Misunderstand AristophanesFrogs by reading it in the edition of Thomas Mitchell (1839), which offers an indictment of Athenian democracy. The edition, with its notes in English, became a chief conduit through which Victorian men had access to that play at school and university.

frogs02The detailed comments Mitchell made on the play are all from a patrician perspective which looks down on Xanthias, the clever, witty slave of Dionysus.  When Xanthias speaks up during the dialogue between Heracles and Dionysus (Frogs 82-3), ‘the vanity of an indulged lacquey [sic] exhibits itself’. The same superior censure of the serving class emerges in Mitchell’s remarks on the dialogue between Xanthias and the underworld slave.  In particular, Mitchell takes exception to Xanthias’ remark that masters can afford to be  magnanimous, if all they do is pinein and binein (drink and fornicate, Frogs 701-3); he proposes that the whole dialogue must itself be accompanied by the drinking of the slaves, on the dubious ground that the sort of remarks they make are rarely made except under the influence of alcohol: ‘And do our two lacqueys hold a dry colloquy? Forbid it every feast of Bacchus, of which we ever heard! forbid it all the bonds which have tied lacqueyism together, since the world of man and master began?’
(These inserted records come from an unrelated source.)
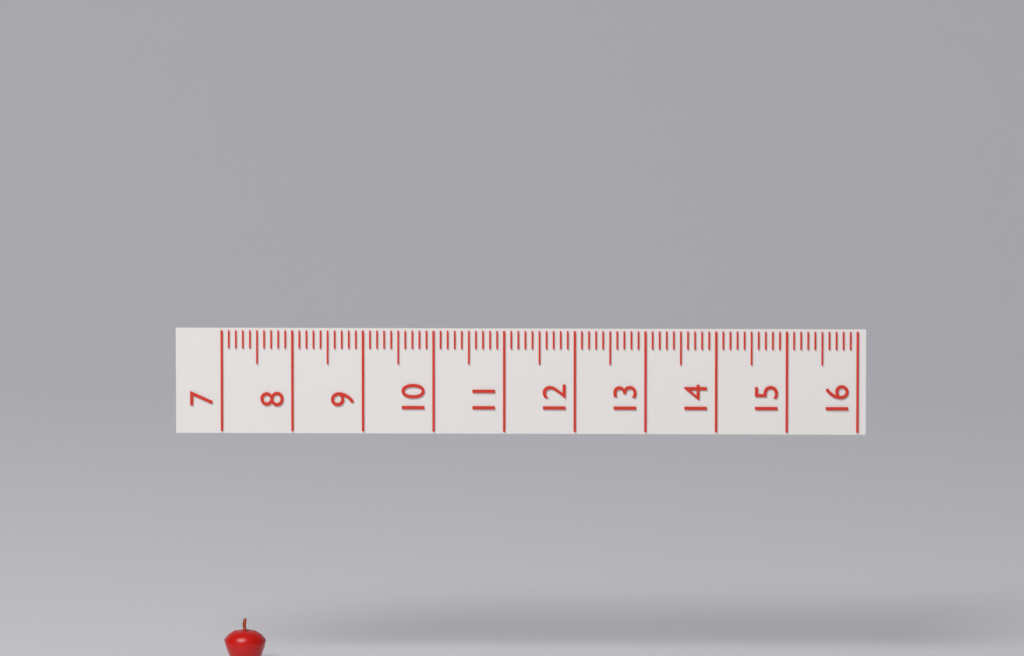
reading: 7.6 (no unit)
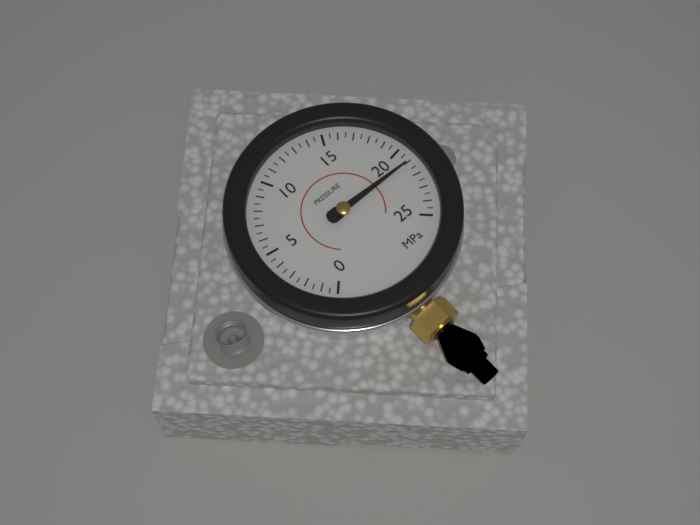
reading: 21.0 MPa
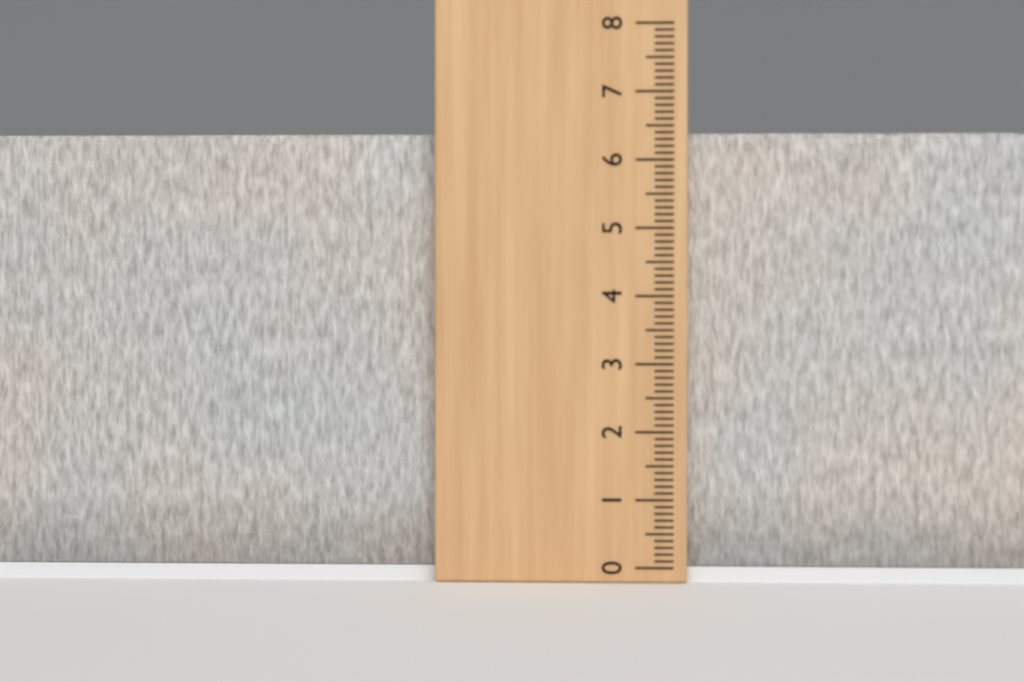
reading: 6.4 (no unit)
frogs04Mitchell’s introduction stresses the problem presented to Athens by the demagogues, or popular leaders of the free lower classes in Athens. They are dismissed as ‘the real deformity daily developing itself’; in democratic Athens, ‘the last knave was welcome as the first’; it was the ‘innate vices of the Athenian constitution’ that enabled such a man to put himself in power. Mitchell openly attacks democracy as a political ideal and opinion;  his volume, of course, was published just a few years after the great Reform Act of 1832, at a time when the Chartists’ appeal for universal male suffrage had attracted the support of a prominent sector of the middle class. Thucydides, Xenophon, Aristophanes and Plato, says Mitchell, offer ‘so complete a view of the effects of this form of government… in the two great questions of civil freedom and moral excellence, that it must be to sin with the eyes open, if any portion of the world allow men of small attainments, and not always the most upright principles, to precipitate it into such a form of government again’. Here Aristophanic commentary becomes a naked weapon in the war against advocates of universal suffrage.